I've started using a new blog writing app recently. It's called MarsEdit and it's very good.
I always get a buzz when I start using a new app. When the UX is well thought out in an app it makes using it not only painless but actually enjoyable.
I am currently using the 30 day free trial, and it eventually costs £27.99. In my mind that is not cheap for what it is. In fact, I'd be so bold as to say the product itself isn't worth that money.
(The notion of value for apps is a really interesting subject I think. With the proliferation of freeware, freemium, shareware and paid apps the whole market has been blown open. It's a far cry from when I owned my Amiga and all games were roughly the same price.)
Here are a couple of examples of improvements I would make to the product:
- I'd improve the use of colour -
That's the list of blog topics in the main window, but you can't tell which have been posted and which are drafts.
What If... There was a simple colour coded system that showed me quickly which had been published and which were drafts on the server so I could negotiate them quicker and remind me of drafts I had yet to write.
- I'd use dynamic naming -
When you're writing a post you can either save it locally as a draft ('Save as Draft') or you can save it remotely on your blog's server.
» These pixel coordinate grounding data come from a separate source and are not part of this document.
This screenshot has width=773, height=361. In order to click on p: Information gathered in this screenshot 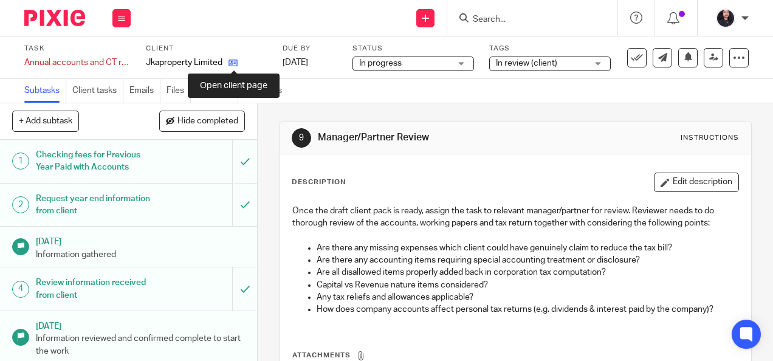, I will do `click(140, 255)`.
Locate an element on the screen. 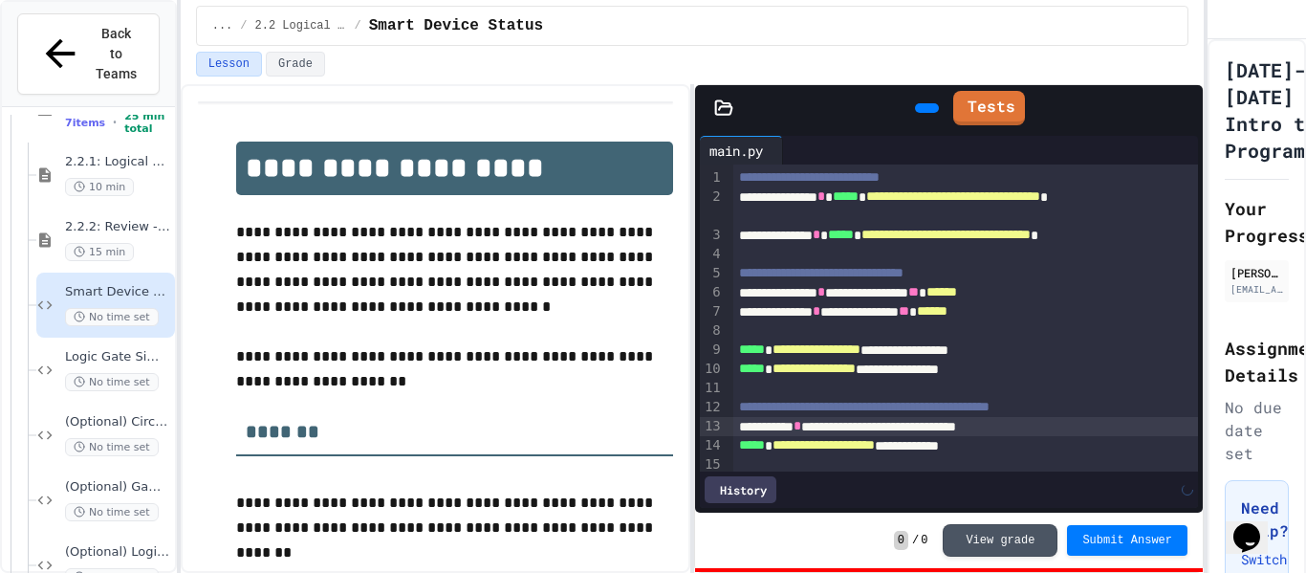 Image resolution: width=1306 pixels, height=573 pixels. div: 14 is located at coordinates (711, 446).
As I use more than one mac I like to keep things in the cloud so I can access them across multiple machines. However, when you want to save as a draft remotely the 'Send to Blog' button remains the same. I have to check more than once that I am saving a draft and not actually publishing a post when it's half written. Plus, when you save your draft by clicking 'Send to Blog' it automatically closes the post.
What If... When I ticked the 'Draft' button (not pictured) the 'Send to Blog' button changed to 'Save to Server' - then I'd know I wasn't publishing it instantly, and it'd know I don't necessarily want the post closed - I may just be saving the latest changes.
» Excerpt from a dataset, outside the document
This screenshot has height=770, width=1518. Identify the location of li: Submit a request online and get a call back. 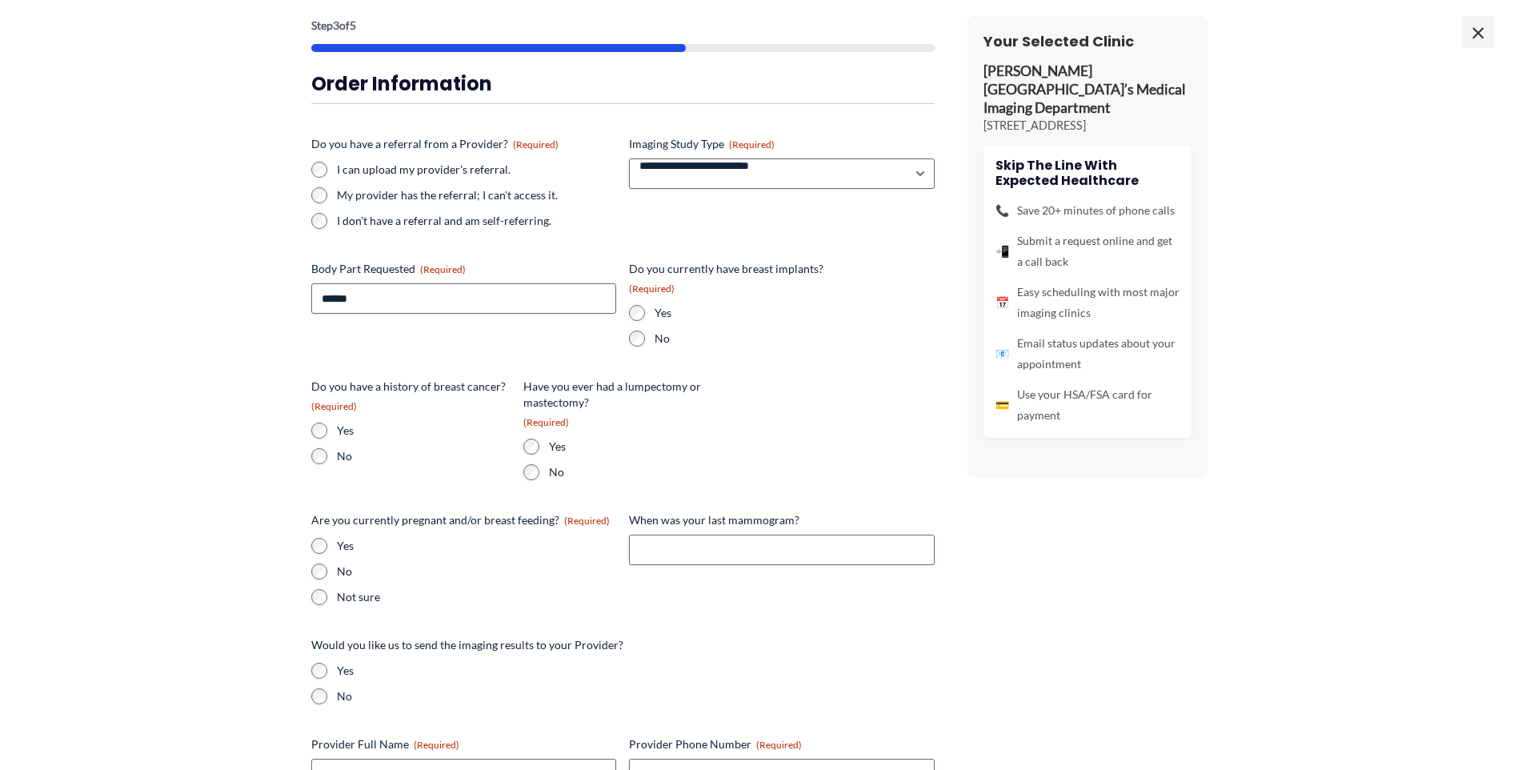
(1087, 251).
So those are just two small improvements I'd make to the app, and due to those factors I don't think it's worth £27.99. And, I can probably get it online somewhere for free if I wanted to do a little searching to get around the charge and continue using the app.
But I think MarsEdit is worth every penny and I'm going to pay it.
And this is why.
When I started using the app I thought I would send the developers some feedback via Twitter:
And they responded quickly. (Read the following from the bottom up).
They answered my question quickly and they took the constructive feedback in a positive way. And their tone of voice is one of a company that is constantly improving, of wanting to improve their product.
The way companies operate, and their product/ service being at the heart of their proposition is something Katy and I were discussing a while back on Twitter:
We were discussing how lots of brands say they are something with large communications positionings, yet their core proposition - what they actually are as a product or service - is very different. Katy's very interested in this, and I am too.
And it's this business mantra, why a business does what it does, that is interesting. Because, as I said up there, great communications are nice but if they're so different from the reality of the product or service, people will be let down. (I discussed this when I recently traveled on a Virgin Holiday here.)
And, this is why I'm going to pay the £27.99 for MarsEdit. I'm going to pay it because whilst I feel their product may not be worth the price, their service is. Their service is adding enough value to warrant the cost.
They don't have huge budgets to put an ad on TV to convince me the product is worth the money. They aren't sponsoring a global sporting event to shove their logo under my nose at every opportunity. They aren't bombarding me with numerous emails talking about what turns them on that week. Because all of that is meaningless if the product/ service lets me down.
No, they aren't manufacturing any stories to provide a spurious strategy to engage with me. They're simply being good, being valuable and adding value through their service, and not through communications.
Their service is their communications.
It's a very simple thought, but one we should all revisit every time we work on a new campaign. A little question for all of us during every project:
"Is this campaign highlighting a great product/ service, or is it trying to create desire for an average product/ service?"